Before initiating a nation-wide roll out, TRAI has collaborated with the Reserve Bank of India (RBI), along with some other selected banks, to launch a digital consent management system. Through this management structure in place, TRAI is aiming at making sure that companies really do have your permission before bombarding you with spam calls and messages.
At the heart of this move is a growing concern. According to TRAI, many businesses claim to have consent to send messages or make commercial calls, “but a large number of complaints from consumers tell a very different story.” Often, consent is acquired in a somewhat questionable manner - through deception, misinformation or even without consent at all - adding to the growing pile-up of unwanted commercial communication.
This consent is protected under the regulatory framework defined by the Telecom Commercial Communications Customer Preference Regulations (TCCCPR), 2018. According to it, an entity can make commercial communications to a consumer irrespective of his/her Do Not Disturb (DND) preferences provided the entity has taken explicit consent from the consumer.
To enable this new framework, companies will need to register consent digitally in a secured and interoperable digital consent registry.
This way, when a business reaches out to a consumer, its consent can be easily and transparently verified, much like a digital permission slip.
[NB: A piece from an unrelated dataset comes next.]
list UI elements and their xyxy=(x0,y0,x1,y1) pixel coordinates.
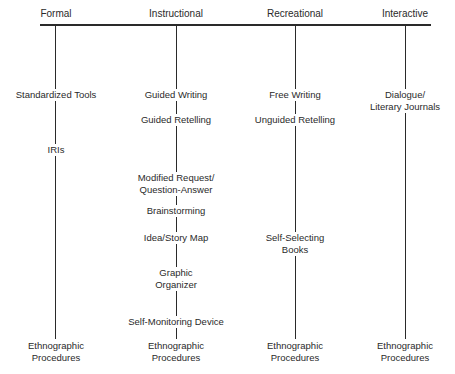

However, for the framework to work smoothly, the companies sending these messages need to be on board, which is where the pilot with the banks comes in.
In a notification released by the regulator, it said, “Given the sensitivity of banking transactions and cases of financial frauds through spam calls, the banking sector has been prioritized for the first phase of implementation.”
Running under a regulatory sandbox, the pilot will enable regulators to validate operational, technical and policy aspects before scaling up the framework across sectors.